**What is required**
If a line comes after the one containing "What do you see at coordinates (506, 1185)", leave it out; copy every line before it, and that line too, exactly as written, starting from the first line of the entries.

**Extracted records**
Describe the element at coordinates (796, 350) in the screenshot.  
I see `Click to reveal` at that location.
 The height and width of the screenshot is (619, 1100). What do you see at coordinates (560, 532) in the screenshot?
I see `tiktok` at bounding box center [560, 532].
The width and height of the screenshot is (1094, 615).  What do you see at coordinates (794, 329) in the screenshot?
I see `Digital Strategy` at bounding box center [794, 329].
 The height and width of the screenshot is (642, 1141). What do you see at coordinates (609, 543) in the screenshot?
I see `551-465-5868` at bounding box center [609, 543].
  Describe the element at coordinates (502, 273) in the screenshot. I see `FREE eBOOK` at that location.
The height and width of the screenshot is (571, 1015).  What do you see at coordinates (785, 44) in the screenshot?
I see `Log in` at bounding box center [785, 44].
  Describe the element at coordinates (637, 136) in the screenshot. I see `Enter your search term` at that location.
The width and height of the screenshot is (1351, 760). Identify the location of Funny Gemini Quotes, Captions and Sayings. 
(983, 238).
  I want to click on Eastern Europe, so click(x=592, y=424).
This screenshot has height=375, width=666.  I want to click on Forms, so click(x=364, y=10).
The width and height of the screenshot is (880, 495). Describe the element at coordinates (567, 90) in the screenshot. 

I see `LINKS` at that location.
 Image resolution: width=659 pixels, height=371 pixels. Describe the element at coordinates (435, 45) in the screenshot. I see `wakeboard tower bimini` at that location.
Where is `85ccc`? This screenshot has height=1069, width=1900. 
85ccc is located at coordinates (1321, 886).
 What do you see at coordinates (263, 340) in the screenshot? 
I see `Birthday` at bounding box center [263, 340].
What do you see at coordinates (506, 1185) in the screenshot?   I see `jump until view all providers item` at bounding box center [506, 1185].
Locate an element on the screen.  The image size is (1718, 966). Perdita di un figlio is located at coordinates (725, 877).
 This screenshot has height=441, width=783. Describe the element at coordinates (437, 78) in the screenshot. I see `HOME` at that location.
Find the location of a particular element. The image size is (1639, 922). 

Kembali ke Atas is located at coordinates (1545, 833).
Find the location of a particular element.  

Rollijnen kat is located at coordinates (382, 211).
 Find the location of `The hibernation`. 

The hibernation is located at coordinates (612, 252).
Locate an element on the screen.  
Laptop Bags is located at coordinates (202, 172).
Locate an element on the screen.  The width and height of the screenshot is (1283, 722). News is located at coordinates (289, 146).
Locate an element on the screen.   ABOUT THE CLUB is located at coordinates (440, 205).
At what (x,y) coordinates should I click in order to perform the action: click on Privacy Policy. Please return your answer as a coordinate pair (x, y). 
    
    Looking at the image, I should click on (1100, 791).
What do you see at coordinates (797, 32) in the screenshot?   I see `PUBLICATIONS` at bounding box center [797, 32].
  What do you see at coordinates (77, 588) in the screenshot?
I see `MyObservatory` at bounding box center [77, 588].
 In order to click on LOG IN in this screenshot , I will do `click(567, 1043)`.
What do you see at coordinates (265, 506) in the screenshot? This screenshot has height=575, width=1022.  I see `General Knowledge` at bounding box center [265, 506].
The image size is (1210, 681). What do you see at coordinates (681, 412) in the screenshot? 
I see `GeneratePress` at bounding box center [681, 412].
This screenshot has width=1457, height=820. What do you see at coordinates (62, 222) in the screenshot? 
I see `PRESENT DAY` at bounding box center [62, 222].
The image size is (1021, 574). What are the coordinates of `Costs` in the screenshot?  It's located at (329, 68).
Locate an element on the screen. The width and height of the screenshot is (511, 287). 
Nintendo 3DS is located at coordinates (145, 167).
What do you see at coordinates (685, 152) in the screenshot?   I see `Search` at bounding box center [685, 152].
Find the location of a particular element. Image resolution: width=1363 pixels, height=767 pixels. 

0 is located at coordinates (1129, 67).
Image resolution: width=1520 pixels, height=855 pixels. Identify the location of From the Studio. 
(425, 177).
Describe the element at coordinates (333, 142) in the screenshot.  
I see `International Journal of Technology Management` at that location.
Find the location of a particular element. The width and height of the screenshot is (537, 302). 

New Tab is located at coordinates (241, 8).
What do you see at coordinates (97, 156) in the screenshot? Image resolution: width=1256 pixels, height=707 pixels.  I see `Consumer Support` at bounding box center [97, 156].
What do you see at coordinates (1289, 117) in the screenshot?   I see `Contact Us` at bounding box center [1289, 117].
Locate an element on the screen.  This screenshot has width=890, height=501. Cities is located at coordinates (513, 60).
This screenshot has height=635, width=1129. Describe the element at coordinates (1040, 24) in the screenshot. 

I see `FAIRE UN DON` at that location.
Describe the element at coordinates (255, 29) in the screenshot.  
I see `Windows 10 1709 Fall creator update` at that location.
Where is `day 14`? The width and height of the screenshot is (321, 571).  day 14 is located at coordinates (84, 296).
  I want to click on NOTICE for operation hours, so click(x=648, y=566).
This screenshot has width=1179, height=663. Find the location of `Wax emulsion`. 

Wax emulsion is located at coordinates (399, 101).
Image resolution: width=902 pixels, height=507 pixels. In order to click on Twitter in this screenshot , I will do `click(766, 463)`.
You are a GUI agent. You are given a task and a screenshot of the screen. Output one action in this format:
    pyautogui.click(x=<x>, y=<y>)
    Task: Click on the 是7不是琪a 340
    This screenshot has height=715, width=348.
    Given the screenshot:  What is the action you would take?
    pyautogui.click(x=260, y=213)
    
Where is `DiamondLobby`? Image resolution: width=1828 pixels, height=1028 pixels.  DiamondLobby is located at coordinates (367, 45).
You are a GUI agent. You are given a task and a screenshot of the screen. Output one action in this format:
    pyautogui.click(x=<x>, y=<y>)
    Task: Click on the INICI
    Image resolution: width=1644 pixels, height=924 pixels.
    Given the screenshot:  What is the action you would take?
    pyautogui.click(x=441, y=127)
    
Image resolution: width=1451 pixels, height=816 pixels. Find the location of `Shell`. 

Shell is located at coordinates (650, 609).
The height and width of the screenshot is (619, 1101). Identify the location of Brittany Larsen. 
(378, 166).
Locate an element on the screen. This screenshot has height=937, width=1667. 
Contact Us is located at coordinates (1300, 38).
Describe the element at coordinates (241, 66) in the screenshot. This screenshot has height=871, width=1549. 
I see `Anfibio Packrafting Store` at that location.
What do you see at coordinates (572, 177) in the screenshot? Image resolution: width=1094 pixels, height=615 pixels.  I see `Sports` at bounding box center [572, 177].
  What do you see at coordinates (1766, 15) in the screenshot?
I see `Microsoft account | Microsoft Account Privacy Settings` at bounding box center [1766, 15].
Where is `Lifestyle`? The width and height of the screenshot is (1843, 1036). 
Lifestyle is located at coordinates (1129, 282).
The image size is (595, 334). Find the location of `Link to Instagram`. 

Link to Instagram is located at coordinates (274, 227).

**Exercise solution**
Describe the element at coordinates (796, 350) in the screenshot.  
I see `Click to reveal` at that location.
 The height and width of the screenshot is (619, 1100). What do you see at coordinates (560, 532) in the screenshot?
I see `tiktok` at bounding box center [560, 532].
The width and height of the screenshot is (1094, 615).  What do you see at coordinates (794, 329) in the screenshot?
I see `Digital Strategy` at bounding box center [794, 329].
 The height and width of the screenshot is (642, 1141). What do you see at coordinates (609, 543) in the screenshot?
I see `551-465-5868` at bounding box center [609, 543].
  Describe the element at coordinates (502, 273) in the screenshot. I see `FREE eBOOK` at that location.
The height and width of the screenshot is (571, 1015).  What do you see at coordinates (785, 44) in the screenshot?
I see `Log in` at bounding box center [785, 44].
  Describe the element at coordinates (637, 136) in the screenshot. I see `Enter your search term` at that location.
The width and height of the screenshot is (1351, 760). Identify the location of Funny Gemini Quotes, Captions and Sayings. 
(983, 238).
  I want to click on Eastern Europe, so click(x=592, y=424).
This screenshot has height=375, width=666.  I want to click on Forms, so click(x=364, y=10).
The width and height of the screenshot is (880, 495). Describe the element at coordinates (567, 90) in the screenshot. 

I see `LINKS` at that location.
 Image resolution: width=659 pixels, height=371 pixels. Describe the element at coordinates (435, 45) in the screenshot. I see `wakeboard tower bimini` at that location.
Where is `85ccc`? This screenshot has height=1069, width=1900. 
85ccc is located at coordinates (1321, 886).
 What do you see at coordinates (263, 340) in the screenshot? 
I see `Birthday` at bounding box center [263, 340].
What do you see at coordinates (506, 1185) in the screenshot?   I see `jump until view all providers item` at bounding box center [506, 1185].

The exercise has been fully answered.